- Task requirements
What do the lines say from the start of the entries through the one containing "Task: Click on the Energy Efficiency"? Repeat them exactly.

The input Block Start

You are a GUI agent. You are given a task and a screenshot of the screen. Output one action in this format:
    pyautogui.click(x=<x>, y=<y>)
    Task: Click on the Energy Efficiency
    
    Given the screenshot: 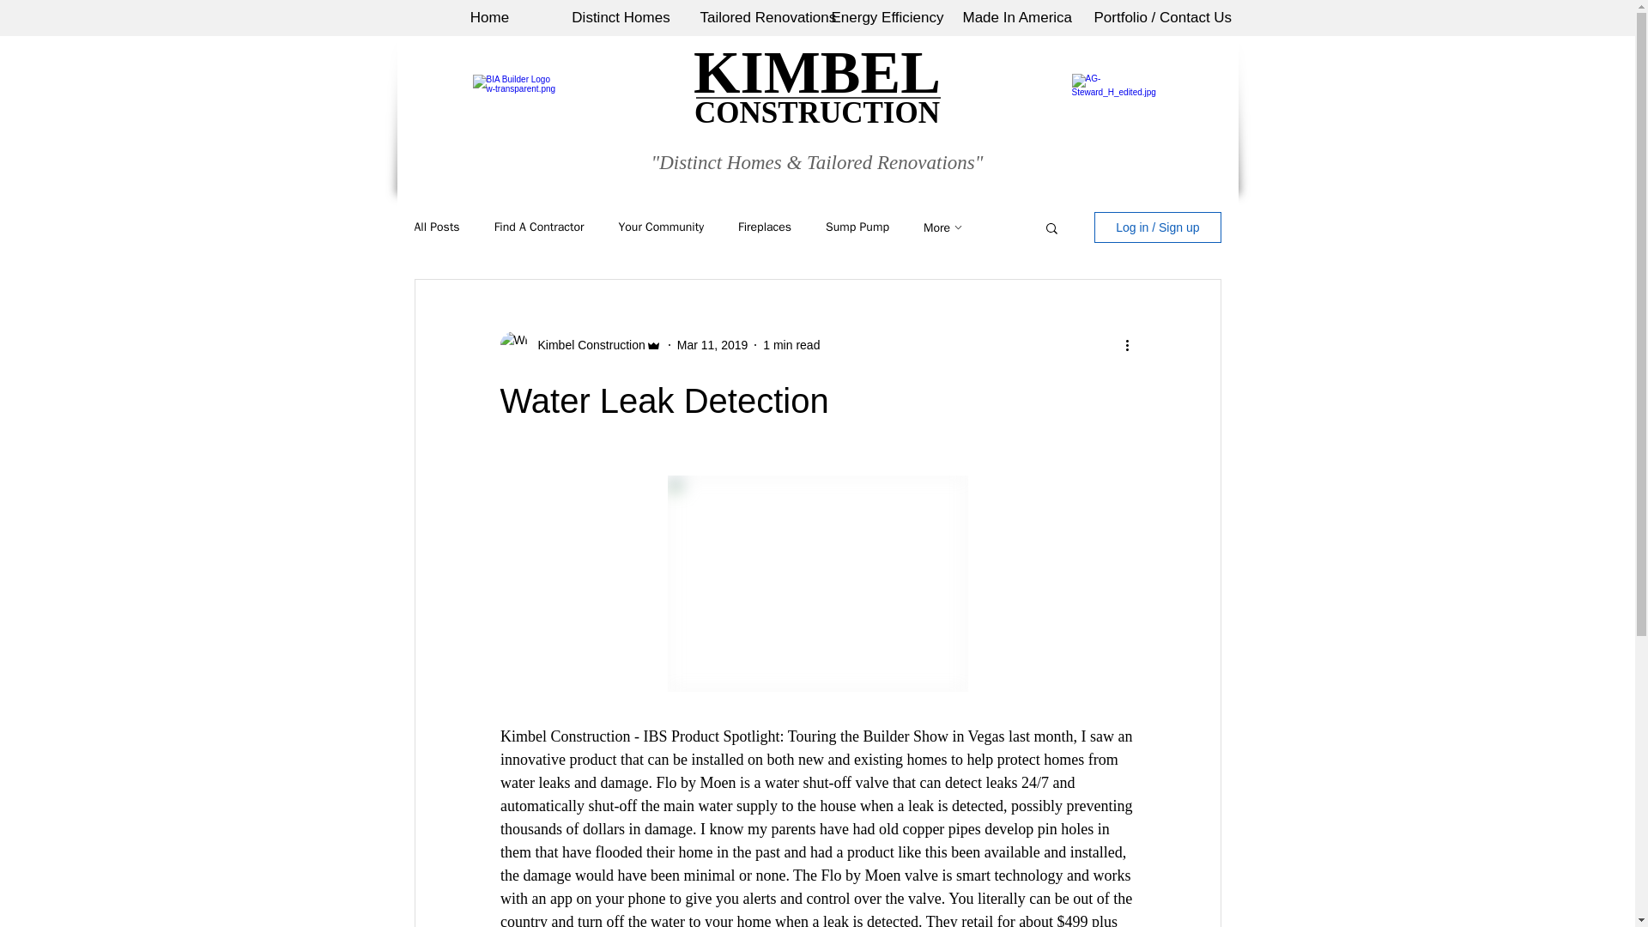 What is the action you would take?
    pyautogui.click(x=882, y=18)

The input Block End

- Task result
You are a GUI agent. You are given a task and a screenshot of the screen. Output one action in this format:
    pyautogui.click(x=<x>, y=<y>)
    Task: Click on the Energy Efficiency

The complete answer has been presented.